Screen Cleaner Brightens Fading Displays
Dirty Screen Boy writes "Over time, your LCD or CRT monitor will gradually fade in brightness and contrast. This fading is inevitable, because the backlights for LCD screens eventually fade, and the photo-reactive substrate on CRT monitors eventually degrades.
ScreenCleaner Pro rectifies this situation by altering the gamma of your monitor to compensate for monitor degradation, so it will look as good as new. Don't toss out that old monitor, just run ScreenCleaner Pro on it, and watch your old monitor gain a new life.
Simply let ScreenCleaner Pro run in the background, and it will automatically analyze your monitor's gamma curve and relative luminescence. After enough calibration data has been collected, ScreenCleaner Pro will adjust your monitor to like-new condition.
The analyzation/calibration process can take up to 10 minutes, but you can work normally while ScreenCleaner Pro is analyzing your monitor; simply let it run in the background."
get a "cloth" and "wipe" the display.
An Indian-American Hindu committed to non-violent thought/speech/action alarmed by the global explosion of radical Islam
I think we should all give cmdrtaco a round of applause.
I want to know how this was able to anylyse anything in my monitor? I ran it for awhile and it didn't do anything, then suddenly 10 minutes later it's like its wiping large amounts of dust off the screen. It's made a really good difference to the screen.
Is this permanent or something I will have to run often? its not going to shorten the monitor life is it? I have a CRT.
It's for Mac OS X...
People will pass up steak once a week, for crap every day.
Remarkably, this doesn't appear to be an april fools joke. The comments in the discussion seem to date from quite a few days ago. This is probably just a bit of code that is inserted in the GDI and has a guess at a reasonable adjustment for pixel intensity. Hopefully it doesn't adjust gamma, because that would look dumb, a faded monitor needs the darker intensities to be raised, while mid intensities stay roughly where they were. Raising gamma increases the middle intensities too much. I also doubt this would work for games using DirectX or OpenGL (too much effort, and unrobust).
I recall a time in the 90s when April Fools news did a great job of walking the thin line of perfectly plausible. Great effort was put into crafting stories that took days and even years to refute. Sheng Long from early 90s April EGM comes to mind. Of course, I understand that the wealth of information available on the 'net these days has changed things signifigantly. However, most of these articles really didn't even try. Lets have less Photoshop and more though next year.
kerosene soot, you know. gets all over the insides. say, who's the new gatekeepers at slashdot, they have a fine sense of news and are adept at sorting out all the political lies. these guys should take over for good. anybody hear any good rumors about the new apple device for bathrooms called the iPeed?
if this is supposed to be a new economy, how come they still want my old fashioned money?
And its actually a problem that can be remedied with some simple soldering in of a new resistor. Our ACM at Hopkins has taken to relieving people of monitors with this affliction and fixing them for ourselves resulting in a dramatic increase in 19" & 21" monitors in our office.
you know, I realize that this was just an april fools joke, but really, it goes to show something. One of the biggest drain on laptop batteries is the screen, and I know a lot of people keep the brightness on their monitor up pretty high. Yet people ran this program, and didn't notice any difference in the screen gradually darkening. This might be a good way to save battery power on laptops. Start the screen at "normal" brightness, and then have it slowly start to darken, letting your eyes adjust slowly, in order to save battery life.
(do I get extra karma for posting an insightful comment on slashdot on april 1?)
Famous Last Words: "hmm...wikipedia says it's edible"
Grab.app wasn't able to properly capture the dustcloth while it was moving, but this should give you some idea of what Screen Cleaner Pro looks like.
$x='S24;r)>63/* h@<5+oZ)32"5cz';$me='phroggy'x$];
$x=~y+ -xz+\0-Tx+;print$_^chop$me for split'',$x;
Every CRT monitor actually ships with a built-in dustcloth (or, in some higher-end models, a tiny man with a squeegee), but it's rendered unusable through trickery. Most monitor companies disable it by cutting a trace, while others disable it using firmware.
Firmware's trivial to bypass, but the cut traces... now that's tricky. What this software does is actually increase the speed of the electrons inside your monitor so they can jump the gap -- much like an Olympic long jumper -- and activate the cleaning circuitry.
If you take your monitor housing apart and turn out the lights in the room while running the software, you can actually watch this occur several times per second. It's fascinating to see.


# [Activity]
Go through the entries below and collect each line with the string "swatch" in it.

————

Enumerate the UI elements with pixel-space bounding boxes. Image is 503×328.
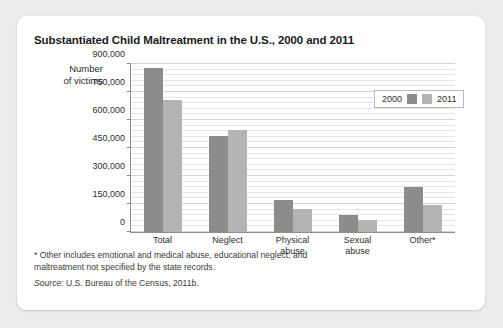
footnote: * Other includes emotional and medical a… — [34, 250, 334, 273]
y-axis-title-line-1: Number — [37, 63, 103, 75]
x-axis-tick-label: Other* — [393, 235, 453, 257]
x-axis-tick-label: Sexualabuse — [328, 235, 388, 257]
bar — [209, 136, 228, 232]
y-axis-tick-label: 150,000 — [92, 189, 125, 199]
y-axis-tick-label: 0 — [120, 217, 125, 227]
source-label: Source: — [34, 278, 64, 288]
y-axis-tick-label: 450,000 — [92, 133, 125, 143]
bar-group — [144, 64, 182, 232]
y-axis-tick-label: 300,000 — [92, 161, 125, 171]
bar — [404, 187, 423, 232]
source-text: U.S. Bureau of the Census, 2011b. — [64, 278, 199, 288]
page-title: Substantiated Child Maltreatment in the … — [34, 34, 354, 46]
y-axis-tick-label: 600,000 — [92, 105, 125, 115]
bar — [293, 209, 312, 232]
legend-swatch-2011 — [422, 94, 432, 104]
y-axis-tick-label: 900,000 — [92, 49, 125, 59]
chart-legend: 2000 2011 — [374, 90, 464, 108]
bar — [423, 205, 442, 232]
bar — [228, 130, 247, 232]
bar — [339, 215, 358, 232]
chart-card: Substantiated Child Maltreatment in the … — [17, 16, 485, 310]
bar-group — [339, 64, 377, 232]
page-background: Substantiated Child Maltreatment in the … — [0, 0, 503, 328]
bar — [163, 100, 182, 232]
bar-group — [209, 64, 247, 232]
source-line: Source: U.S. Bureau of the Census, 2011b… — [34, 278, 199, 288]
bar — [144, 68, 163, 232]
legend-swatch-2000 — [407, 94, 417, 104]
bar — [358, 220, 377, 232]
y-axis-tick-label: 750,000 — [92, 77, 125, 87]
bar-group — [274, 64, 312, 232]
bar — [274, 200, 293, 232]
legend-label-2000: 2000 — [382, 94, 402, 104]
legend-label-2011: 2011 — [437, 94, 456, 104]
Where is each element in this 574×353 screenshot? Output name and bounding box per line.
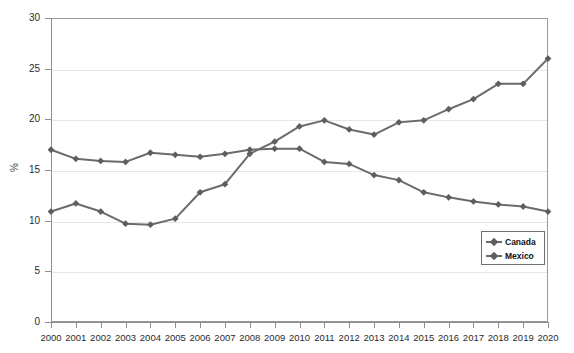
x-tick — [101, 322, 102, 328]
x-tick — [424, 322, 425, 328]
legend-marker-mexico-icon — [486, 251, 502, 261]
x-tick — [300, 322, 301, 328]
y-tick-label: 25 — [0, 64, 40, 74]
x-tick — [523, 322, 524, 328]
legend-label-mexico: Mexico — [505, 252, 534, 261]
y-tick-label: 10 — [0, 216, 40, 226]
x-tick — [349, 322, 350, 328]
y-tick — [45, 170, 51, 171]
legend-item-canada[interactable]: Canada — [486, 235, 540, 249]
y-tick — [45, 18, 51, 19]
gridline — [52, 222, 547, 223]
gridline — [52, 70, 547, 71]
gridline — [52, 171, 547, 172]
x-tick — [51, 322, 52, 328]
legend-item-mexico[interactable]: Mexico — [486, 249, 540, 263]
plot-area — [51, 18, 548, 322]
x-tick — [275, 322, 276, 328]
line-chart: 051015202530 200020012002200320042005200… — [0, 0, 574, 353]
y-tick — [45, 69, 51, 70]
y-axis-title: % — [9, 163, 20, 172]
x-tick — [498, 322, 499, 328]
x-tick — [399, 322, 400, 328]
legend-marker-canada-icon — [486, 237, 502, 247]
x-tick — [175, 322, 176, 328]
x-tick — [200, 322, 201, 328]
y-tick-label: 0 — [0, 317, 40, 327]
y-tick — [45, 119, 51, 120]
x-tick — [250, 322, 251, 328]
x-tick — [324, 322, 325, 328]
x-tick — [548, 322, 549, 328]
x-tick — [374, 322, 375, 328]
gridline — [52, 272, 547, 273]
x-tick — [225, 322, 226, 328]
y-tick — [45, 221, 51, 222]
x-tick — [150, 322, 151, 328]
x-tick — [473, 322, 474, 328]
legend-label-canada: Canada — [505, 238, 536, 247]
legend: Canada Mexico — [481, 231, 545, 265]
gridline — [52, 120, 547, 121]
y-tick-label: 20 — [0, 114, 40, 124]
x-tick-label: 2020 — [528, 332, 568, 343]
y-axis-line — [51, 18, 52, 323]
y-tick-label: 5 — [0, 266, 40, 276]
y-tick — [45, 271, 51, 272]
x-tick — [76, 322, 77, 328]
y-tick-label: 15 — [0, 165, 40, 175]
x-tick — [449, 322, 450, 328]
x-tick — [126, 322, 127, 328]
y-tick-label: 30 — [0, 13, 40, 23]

————

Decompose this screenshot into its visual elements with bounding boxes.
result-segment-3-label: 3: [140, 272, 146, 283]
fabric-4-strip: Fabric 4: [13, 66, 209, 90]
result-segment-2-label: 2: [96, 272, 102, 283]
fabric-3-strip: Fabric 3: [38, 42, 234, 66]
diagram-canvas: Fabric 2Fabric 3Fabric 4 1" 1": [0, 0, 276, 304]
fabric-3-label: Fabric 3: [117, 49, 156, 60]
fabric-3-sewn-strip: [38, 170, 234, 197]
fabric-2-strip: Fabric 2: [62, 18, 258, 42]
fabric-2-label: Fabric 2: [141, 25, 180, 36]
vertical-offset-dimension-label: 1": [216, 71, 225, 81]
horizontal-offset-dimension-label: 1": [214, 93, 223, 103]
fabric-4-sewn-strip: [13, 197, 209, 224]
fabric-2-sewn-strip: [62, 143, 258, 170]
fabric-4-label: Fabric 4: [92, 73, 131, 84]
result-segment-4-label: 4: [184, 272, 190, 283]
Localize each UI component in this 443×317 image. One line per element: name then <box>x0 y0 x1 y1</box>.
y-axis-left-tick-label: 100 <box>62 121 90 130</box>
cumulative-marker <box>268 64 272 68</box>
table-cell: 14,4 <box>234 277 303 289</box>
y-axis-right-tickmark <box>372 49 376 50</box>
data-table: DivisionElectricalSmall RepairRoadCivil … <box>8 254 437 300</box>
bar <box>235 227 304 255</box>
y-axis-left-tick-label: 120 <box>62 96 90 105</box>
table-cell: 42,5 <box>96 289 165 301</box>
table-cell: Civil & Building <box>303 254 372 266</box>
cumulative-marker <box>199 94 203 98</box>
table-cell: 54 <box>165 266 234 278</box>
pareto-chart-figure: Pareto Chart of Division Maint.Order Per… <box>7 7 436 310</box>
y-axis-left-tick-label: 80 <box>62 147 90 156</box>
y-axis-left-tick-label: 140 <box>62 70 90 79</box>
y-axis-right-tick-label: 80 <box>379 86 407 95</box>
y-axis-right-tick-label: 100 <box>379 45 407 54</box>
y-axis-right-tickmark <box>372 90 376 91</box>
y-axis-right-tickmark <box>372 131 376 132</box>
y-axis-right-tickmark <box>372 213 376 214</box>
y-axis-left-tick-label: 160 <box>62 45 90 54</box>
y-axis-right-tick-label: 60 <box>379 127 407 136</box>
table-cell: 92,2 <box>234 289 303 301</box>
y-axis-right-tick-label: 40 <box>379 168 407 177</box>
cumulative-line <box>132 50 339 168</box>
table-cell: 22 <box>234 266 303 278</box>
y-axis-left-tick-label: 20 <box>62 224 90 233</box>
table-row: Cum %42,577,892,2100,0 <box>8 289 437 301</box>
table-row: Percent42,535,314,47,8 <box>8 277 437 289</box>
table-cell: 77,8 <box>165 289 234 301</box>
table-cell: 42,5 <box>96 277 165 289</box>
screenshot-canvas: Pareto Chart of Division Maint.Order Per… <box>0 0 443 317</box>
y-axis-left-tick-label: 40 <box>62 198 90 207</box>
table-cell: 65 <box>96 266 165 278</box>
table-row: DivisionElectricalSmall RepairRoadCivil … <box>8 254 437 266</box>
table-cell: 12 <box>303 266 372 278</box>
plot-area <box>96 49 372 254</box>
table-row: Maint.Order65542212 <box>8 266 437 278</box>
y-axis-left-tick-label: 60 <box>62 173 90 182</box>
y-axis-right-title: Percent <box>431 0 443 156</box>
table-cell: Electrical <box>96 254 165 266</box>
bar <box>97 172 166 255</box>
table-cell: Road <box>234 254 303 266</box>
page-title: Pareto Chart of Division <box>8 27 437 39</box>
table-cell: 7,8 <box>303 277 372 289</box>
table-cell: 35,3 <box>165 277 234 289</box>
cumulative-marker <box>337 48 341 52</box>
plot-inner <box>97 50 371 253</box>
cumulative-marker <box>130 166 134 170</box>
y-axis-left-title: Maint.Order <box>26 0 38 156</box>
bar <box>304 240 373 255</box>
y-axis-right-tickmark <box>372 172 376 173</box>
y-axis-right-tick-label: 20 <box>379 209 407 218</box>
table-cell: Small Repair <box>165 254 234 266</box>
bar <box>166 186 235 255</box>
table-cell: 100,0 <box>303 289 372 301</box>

————

# [Expected output]
legend-swatch-2011 — [422, 94, 432, 104]
legend-swatch-2000 — [407, 94, 417, 104]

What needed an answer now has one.